Key phrase to keep in mind when thinking about your idea: Extinction-Level Event
Dropping asteroids into Earth's gravity well intentionally is a incredibly bad idea.
Total PITA.
I see what you did there... but I really wish I hadn't.
And that is probably why they refused. If they heard the case they'd have to make a ruling which would apply across the entire country. By refusing to hear it they can contain the "damage" to just Illinois.
Given that the U.S. civil war started in 1861 that would be a really safe assumption.
I don't see an answer to the problem other than DRM. But how do you maintain DRM without punishing the legal users? Computers were designed for the ultimate in information freedom, and while they excel at playing, editing, and transferring musics and other media there is a domain mismatch when it comes to maintaining rights. No one has a right to music unless they pay for it.
Human history disagrees with you.
For a more humorous counterpoint I refer you to an artist who also disagrees with you. Dan Bull
I don't get why people are trying SO DAMN HARD to make it okay.
Guilt and possibly shame. If it wasn't necessary or useful then they mutilated their son(s) for no reason, or they were mutilated for no reason. It's really simple if you think about it. They are simply protecting their self image.
You might want to check out a program called Checkride. It is an open source program developed in Lazarus. It is basically a preconfigured portable VNC and stunnel package. To use you configure it to connect to your computer and give it to the person you are trying to help. The executable you send them starts VNC server and then connects to your computer via stunnel. Your PC then starts VNC viewer on your side and connects to their desktop via the secure stunnel connection.
I use Deluge on both Windows and Linux. It seems to work exactly the same on both.
And how is that functionally different from a phone number? I don't see what you are trying to convey here. Domain names in DNS ultimately resolve to a number. It is almost impossible to completely eliminate in our current internet (and I suspect any future version) the need to know the address of the entity you are trying to contact. Adding layers of indirection might hide this from the end user, but it still exists. At some point your voip devices will need to know where the other voip device can be reached.
It won't. No matter what, your computer/browser/phone/etc. will need to know how to get to the data/page/person/whatever you requested. As for phones, just how many John Smiths (just as an example) do you suppose there are in the world? How will this hypothetical phone system tell which John Smith you wanted? (Blood Samples? DNA? Photo Recognition?) I suppose one could assign everyone in the world some sort of GUID. But that would just be basically the same system we have now. Sure, it might be that in the future you don't need to dial each of his phone numbers individually. But your VOIP system would still need to know how to contact those devices.
Another good option is an old thin client. I use a re-purposed Neoware Thinclient for this. It runs embedded pfsense. Supports all sorts of functionality unavailable on most consumer-grade routers. As an added bonus it has no moving parts and is completely silent.
I've had the misfortune of using it. It is truely horrible.
Because the law should only apply to people you like? If law is not applied fairly to everyone it is worthless. I don't care anything about Dotcom. I do care that the government faithfully follows the laws that it enforces. This is a fairly basic concept.
No it was the old people. Just different old people.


# EXERCISE DESCRIPTION
Some lines in the listing hold the word "name". Return each of them.

# GIVEN INFORMATION

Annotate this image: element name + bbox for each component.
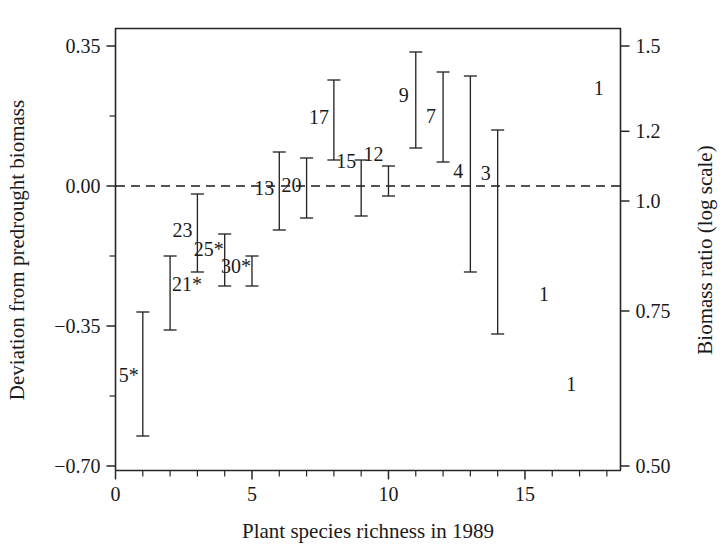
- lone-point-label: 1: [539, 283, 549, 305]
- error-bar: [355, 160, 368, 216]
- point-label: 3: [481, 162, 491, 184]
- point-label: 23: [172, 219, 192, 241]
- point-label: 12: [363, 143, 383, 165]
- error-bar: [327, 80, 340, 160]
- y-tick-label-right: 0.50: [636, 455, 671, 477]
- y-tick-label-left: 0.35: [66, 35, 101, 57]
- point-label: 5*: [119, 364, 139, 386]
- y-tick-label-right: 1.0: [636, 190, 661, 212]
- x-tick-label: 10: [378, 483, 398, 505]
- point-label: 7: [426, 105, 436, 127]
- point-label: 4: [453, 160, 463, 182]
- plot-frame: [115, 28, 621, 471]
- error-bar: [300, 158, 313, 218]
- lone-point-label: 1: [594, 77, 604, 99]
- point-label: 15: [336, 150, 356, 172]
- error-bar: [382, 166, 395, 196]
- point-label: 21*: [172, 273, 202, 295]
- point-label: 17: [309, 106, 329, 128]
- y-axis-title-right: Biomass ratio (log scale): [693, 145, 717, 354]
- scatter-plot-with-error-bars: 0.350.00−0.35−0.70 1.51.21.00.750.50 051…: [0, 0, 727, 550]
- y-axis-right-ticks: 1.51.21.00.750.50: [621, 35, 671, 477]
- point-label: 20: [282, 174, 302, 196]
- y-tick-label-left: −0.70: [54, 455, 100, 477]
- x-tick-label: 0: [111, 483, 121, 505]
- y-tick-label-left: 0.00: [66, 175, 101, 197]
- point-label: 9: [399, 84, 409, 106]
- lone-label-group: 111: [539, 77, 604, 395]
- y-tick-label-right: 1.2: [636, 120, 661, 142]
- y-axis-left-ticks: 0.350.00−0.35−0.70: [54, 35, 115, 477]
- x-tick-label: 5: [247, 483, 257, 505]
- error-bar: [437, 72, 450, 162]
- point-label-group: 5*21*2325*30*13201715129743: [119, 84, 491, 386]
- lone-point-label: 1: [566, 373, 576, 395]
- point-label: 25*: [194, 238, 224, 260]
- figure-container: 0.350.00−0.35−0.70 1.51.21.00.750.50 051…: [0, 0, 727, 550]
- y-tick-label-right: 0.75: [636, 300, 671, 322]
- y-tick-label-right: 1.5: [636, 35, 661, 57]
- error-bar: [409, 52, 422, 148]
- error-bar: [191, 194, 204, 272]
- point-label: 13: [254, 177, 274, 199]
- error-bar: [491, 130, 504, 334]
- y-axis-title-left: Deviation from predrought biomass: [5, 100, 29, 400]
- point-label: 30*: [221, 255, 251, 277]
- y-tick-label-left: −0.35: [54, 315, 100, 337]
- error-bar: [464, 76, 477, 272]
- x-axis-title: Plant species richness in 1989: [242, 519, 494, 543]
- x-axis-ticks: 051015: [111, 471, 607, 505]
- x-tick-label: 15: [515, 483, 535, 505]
--
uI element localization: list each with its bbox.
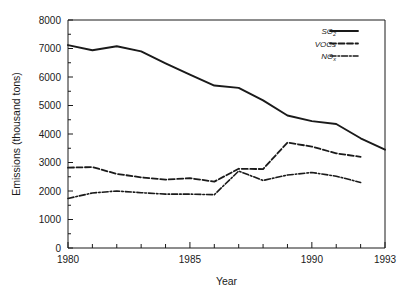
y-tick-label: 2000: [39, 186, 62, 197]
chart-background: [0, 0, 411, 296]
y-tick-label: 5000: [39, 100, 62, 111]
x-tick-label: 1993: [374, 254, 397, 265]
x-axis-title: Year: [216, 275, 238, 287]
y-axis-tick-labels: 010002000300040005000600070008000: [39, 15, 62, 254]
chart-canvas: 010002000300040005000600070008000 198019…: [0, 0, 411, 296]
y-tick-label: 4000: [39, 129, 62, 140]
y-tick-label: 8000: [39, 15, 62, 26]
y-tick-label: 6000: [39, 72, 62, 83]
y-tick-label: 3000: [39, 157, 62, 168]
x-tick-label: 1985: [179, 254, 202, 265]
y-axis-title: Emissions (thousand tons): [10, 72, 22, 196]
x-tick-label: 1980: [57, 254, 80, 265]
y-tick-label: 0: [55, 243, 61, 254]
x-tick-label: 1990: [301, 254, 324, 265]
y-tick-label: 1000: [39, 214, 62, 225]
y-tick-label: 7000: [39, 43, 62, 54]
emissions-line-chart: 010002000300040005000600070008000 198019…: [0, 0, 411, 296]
==
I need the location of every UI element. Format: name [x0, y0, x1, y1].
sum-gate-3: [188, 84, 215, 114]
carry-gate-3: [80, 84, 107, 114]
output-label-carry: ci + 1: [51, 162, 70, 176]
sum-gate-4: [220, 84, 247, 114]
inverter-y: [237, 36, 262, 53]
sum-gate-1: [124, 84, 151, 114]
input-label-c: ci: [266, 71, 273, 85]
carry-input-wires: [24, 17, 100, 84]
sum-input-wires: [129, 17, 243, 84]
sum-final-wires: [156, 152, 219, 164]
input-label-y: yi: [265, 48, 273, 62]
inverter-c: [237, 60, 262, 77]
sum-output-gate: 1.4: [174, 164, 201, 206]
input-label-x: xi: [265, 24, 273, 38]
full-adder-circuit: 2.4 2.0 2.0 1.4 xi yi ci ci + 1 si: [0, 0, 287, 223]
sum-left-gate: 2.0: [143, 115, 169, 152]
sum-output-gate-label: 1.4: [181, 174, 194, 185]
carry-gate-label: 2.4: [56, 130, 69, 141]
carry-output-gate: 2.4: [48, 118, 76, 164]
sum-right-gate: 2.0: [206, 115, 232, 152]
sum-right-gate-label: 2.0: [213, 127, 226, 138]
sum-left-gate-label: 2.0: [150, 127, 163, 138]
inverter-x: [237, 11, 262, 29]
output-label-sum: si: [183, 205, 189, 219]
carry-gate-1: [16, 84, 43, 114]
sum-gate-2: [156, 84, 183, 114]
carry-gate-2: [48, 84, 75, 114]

# ANSWER
Annotate this image: element name + bbox for each component.
I need the location of every UI element. Format: name [x0, y0, x1, y1].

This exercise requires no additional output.